Making Policy Content Clearer Through Design
A 60-plus page policy guide transformed into a clear, publication-ready document through long-form layout design, content hierarchy, and structured revision management.
Services:
Policy Document Design, Long-Form Layout, Publication Design, Revision Management
Industry:
Policy and Government-Linked Communications
Timeline
Several months, multiple revision cycles
The Brief
Policy work often arrives with depth, nuance, and pressure built in. This guide had to bring together dense material, multiple stakeholder inputs, and a formal regional context without feeling difficult to read.
The document ran beyond 60 pages and needed to be publication-ready for a senior audience. Our role was to turn complex content into a clear visual system, with enough structure to support careful reading and enough polish to reflect the credibility of the organisation behind it.
What We Did
Brandly developed the full layout from scratch within an established visual identity. We focused first on reading flow: section hierarchy, page rhythm, spacing, tables, callouts, and repeated patterns that would help readers move through the guide without getting lost.
Because the content moved through several layers of review, the design system had to stay flexible. We built the document so updates could be made cleanly across sections without breaking consistency. Each revision round was tracked carefully, keeping feedback organised and the publication moving forward.
The work called for restraint as much as design craft. The goal was not to decorate the policy content, but to make it easier to trust, easier to navigate, and easier to approve.
The Result
The final guide was completed on schedule, approved through the full review process, and prepared for publication. Despite the scale of the document and the number of stakeholders involved, the project stayed organised from first layout to final handover.
For Brandly, this case study shows the value of clear long-form document design. Strong layout decisions, practical file management, and disciplined revisions can turn complex institutional content into a finished publication that feels credible, readable, and ready for its audience.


== Aim of the exercise ==
Should the word "Image" occur in a line of the records, copy that line.

== Exercise material ==
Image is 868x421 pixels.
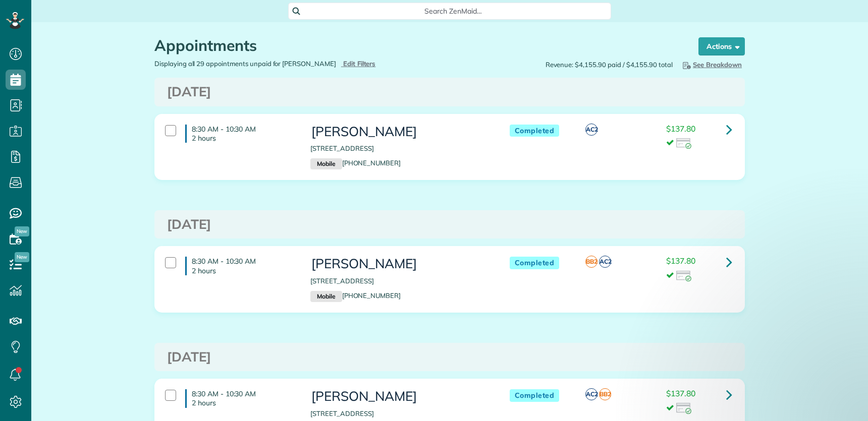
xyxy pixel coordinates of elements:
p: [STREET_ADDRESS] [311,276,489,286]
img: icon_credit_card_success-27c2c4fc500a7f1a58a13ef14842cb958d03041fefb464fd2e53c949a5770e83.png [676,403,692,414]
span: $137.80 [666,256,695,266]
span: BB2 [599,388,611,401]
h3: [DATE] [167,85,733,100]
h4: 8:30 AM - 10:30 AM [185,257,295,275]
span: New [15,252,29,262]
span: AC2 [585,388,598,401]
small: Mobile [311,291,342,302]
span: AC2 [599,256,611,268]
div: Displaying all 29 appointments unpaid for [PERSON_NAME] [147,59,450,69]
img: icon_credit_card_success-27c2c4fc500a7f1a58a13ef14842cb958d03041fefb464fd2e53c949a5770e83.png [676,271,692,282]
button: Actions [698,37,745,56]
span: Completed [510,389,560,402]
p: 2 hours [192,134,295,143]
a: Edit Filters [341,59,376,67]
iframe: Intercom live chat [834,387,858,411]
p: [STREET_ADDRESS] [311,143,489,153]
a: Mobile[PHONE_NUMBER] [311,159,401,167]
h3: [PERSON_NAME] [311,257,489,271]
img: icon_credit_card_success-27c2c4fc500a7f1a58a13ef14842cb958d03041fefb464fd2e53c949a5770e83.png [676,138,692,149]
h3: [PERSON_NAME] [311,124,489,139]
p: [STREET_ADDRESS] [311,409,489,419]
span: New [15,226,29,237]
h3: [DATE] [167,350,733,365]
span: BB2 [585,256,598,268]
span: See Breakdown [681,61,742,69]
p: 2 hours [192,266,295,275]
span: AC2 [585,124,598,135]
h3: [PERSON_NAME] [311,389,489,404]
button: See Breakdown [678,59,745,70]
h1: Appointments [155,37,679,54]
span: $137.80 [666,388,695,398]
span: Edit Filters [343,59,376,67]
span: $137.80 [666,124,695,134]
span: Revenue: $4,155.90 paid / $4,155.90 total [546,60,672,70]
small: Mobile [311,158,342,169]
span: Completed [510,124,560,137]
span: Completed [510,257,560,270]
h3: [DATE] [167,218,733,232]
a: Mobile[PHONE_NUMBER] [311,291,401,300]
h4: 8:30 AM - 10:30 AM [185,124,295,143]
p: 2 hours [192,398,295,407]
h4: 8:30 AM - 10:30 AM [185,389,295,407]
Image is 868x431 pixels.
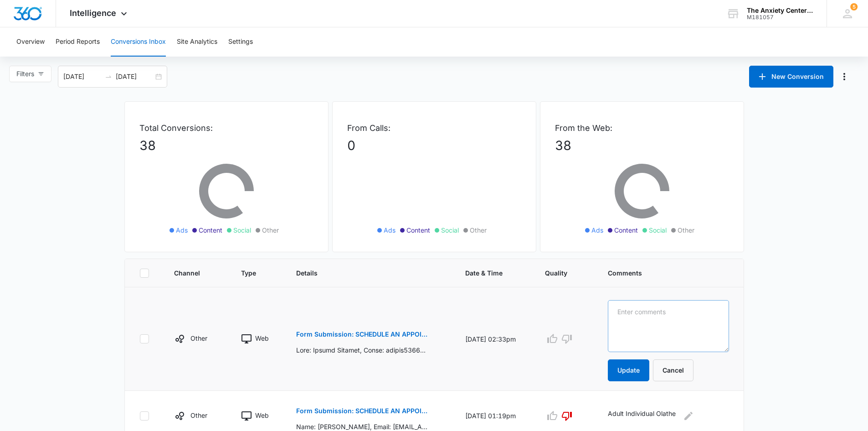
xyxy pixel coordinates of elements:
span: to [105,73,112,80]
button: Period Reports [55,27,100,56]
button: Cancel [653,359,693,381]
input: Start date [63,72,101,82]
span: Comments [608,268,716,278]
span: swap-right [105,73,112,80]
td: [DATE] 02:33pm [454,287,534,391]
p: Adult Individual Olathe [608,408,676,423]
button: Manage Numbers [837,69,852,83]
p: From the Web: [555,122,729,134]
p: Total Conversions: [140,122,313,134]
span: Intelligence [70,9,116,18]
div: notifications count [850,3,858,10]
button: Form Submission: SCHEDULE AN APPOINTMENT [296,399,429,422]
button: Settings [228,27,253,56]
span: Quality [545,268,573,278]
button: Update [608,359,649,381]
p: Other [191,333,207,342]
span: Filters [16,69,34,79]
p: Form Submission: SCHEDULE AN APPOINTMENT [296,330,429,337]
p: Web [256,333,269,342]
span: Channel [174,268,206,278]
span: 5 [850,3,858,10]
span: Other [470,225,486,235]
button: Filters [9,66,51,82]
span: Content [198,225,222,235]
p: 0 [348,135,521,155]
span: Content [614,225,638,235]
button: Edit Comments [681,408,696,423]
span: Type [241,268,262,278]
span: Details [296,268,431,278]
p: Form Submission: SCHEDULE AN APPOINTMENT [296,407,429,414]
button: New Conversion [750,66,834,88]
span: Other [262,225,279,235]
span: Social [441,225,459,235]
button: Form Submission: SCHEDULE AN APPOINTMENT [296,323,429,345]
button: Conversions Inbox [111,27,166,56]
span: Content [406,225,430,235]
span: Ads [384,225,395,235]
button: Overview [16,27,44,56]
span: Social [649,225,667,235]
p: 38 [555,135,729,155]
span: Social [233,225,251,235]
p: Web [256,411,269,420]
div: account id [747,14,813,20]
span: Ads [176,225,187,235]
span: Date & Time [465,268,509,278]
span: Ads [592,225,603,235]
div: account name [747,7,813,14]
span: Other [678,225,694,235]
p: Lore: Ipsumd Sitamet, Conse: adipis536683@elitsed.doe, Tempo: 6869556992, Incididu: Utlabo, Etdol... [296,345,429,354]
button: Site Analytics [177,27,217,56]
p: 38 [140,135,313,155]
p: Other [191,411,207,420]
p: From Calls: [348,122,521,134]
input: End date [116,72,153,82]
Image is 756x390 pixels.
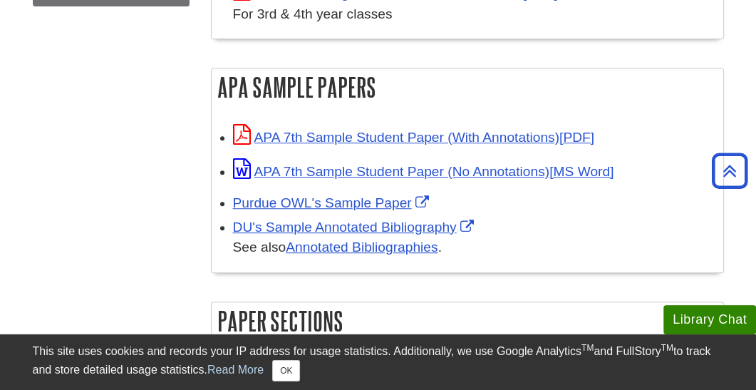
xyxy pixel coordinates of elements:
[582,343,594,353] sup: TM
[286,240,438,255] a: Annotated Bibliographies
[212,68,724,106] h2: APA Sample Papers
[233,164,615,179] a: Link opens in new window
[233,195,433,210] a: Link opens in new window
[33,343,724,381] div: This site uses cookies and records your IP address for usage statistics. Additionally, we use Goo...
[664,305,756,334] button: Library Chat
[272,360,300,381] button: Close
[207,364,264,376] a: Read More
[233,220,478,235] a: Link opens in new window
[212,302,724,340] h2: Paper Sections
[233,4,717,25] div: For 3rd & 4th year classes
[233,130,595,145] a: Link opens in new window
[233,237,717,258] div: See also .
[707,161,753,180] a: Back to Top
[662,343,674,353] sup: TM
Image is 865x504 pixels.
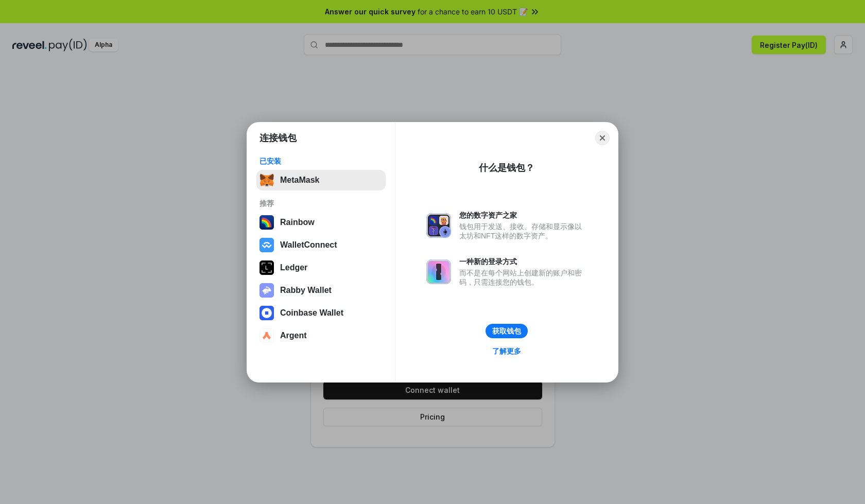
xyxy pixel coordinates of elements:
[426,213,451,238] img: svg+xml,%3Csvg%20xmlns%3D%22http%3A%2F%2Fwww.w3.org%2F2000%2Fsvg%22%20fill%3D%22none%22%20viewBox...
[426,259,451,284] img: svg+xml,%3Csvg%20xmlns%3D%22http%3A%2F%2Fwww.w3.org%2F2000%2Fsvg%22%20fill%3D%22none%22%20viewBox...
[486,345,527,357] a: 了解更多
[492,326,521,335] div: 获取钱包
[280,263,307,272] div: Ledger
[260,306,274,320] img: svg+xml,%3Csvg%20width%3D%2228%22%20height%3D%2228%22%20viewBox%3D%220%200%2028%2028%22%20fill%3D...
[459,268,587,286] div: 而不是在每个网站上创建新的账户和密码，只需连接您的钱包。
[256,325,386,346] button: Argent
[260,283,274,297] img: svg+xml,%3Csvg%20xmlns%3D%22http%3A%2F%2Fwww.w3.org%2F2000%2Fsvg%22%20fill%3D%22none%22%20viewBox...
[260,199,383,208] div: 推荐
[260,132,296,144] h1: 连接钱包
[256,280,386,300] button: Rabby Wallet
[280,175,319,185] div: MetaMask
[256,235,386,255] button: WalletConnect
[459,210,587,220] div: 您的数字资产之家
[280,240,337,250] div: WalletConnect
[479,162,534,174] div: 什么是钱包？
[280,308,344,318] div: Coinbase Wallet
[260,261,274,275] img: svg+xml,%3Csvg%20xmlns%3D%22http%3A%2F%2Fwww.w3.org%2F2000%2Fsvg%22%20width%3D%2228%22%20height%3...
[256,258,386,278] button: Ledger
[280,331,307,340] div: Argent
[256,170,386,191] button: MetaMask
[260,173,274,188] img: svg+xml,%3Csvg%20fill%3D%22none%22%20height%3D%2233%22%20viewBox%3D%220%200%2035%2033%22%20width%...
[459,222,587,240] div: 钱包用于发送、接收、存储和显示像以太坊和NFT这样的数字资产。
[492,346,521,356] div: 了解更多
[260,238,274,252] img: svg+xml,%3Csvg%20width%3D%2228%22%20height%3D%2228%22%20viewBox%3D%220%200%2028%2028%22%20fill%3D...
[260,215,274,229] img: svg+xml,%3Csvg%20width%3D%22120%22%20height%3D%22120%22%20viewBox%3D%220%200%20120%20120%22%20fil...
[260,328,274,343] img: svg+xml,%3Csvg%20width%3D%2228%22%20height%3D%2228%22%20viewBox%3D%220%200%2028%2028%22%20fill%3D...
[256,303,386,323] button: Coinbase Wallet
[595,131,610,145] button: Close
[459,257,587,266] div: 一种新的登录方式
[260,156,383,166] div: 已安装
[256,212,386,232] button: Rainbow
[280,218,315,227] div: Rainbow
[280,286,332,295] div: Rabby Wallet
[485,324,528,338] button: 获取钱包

== Reply ==
Image is 868x421 pixels.
Image is 868x431 pixels.
Image is 756x390 pixels.
Image is 865x504 pixels.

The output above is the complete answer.